If you believe the marketing hype, the summer/fall seasonal switch flipped last week in the moment between Labor Day and September 8th. One day, we were wearing flip flops and slurping ice cream; the next, everyone was wrapped up in woolen scarves and sipping lattes. While I have nothing against fall per se, it’s something I need to ease into, a season I’m not entirely sure about until I get to know it a little better. This slow getting-to-know-you is, in fact, the way fall actually works, if you ignore the back to school sales and pumpkin spice hoopla. Cooler days are punctuated with occasional 80 degree highs, a final encore from summer before she bows off the stage. At the farmer’s market, the first apples are positioned next to the last sweet corn, and heirloom tomatoes and knobby gourds nestle together in a cross-seasonal collage. We got a bundle of fall lettuce in our CSA this week, while my parents dropped off a heavy box of summer cucumbers, zucchini, and tomatoes from my dad’s garden. The cucumbers were promptly sliced and served with hummus, and the zucchini became gnocchi with zucchini and feta. I could have used the tomatoes for a hearty recipe, maybe a slow simmering tomato sauce or ratatouille. But I wanted the taste of summer to linger for just a little bit longer, so instead the dozen tomatoes became pasta with fresh sauce, cold tomato soup served with popovers on our patio, and fresh salsa.
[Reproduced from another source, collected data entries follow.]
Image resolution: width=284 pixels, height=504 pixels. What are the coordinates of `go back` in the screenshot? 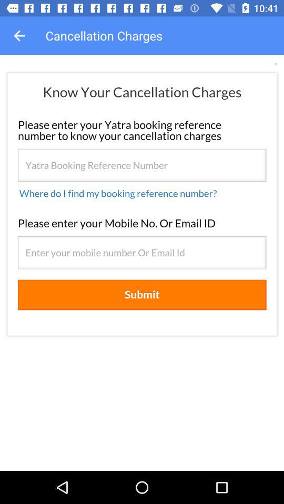 It's located at (19, 36).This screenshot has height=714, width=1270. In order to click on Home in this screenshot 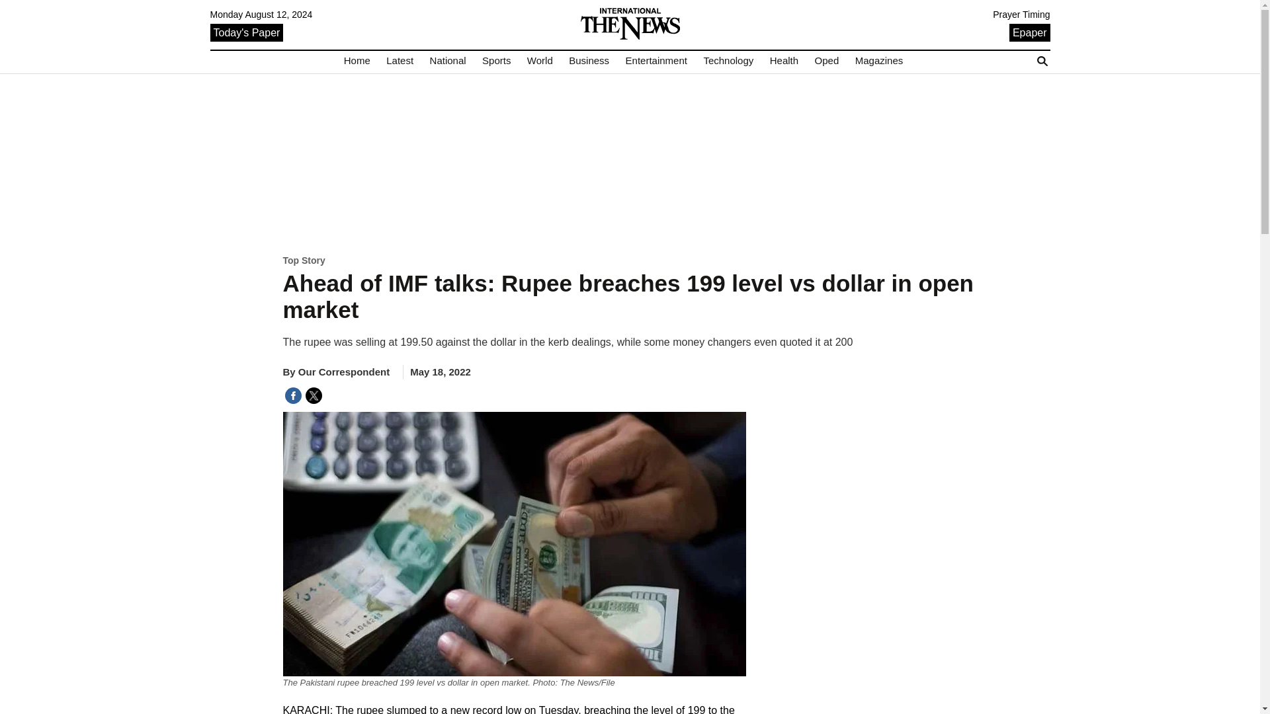, I will do `click(357, 61)`.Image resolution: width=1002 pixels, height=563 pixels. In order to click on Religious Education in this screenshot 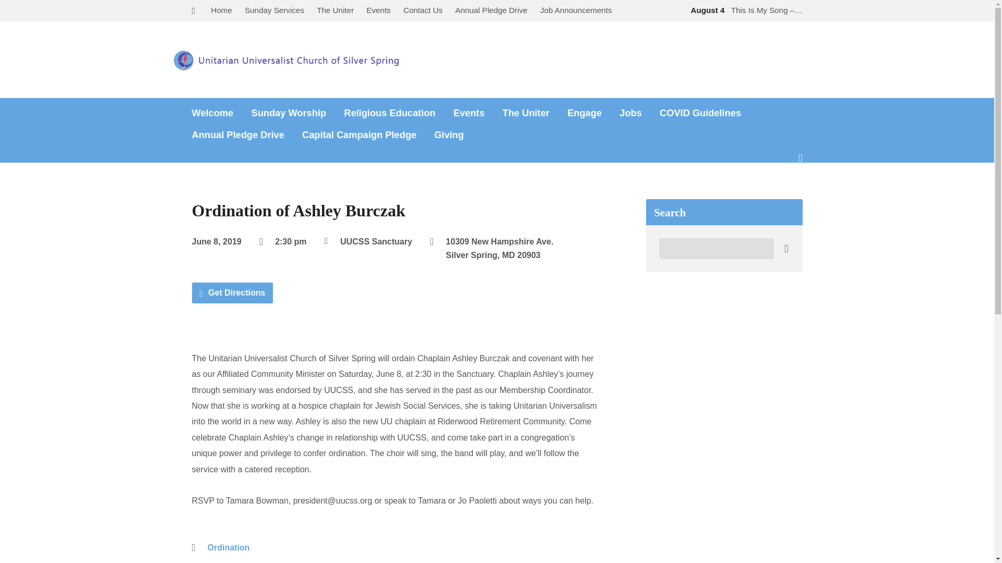, I will do `click(389, 113)`.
My fresh salsa recipe isn’t anything special—it’s lightly adapted from my trusty Betty Crocker cookbook. But fresh salsa is the sort of thing that is really only worthwhile if you use good tomatoes, bright red ones that were ripened on the vine. You can obviously serve the salsa with chips, but I usually add it to zucchini fajita rice bowls or black bean tacos. The salsa keeps for about 4 days in the refrigerator and usually gets a little spicier the longer it sits.
Yield: about 4 cups of salsa
Adapted from the Betty Crocker Cookbook, 10th Edition
Ingredients:
- 3 large tomatoes, seeded and chopped into 1/4 inch pieces (about 4 cups)
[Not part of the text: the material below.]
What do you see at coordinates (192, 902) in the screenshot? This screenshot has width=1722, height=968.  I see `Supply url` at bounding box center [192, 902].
- 8 green onions (white and light green parts only), chopped
- 3 cloves garlic, minced
- 2 tablespoons finely chopped cilantro
- 1 tablespoon finely chopped seeded jalapeno pepper
- juice of one lime (about 2-3 tablespoons)
- 1/2 teaspoon salt
Combine ingredients in a medium plastic or glass container with a tightly fitting lid. Mix thoroughly, cover, and refrigerate for at least one hour.
Stir salsa before serving. Salsa will keep in refrigerator for about 4 days.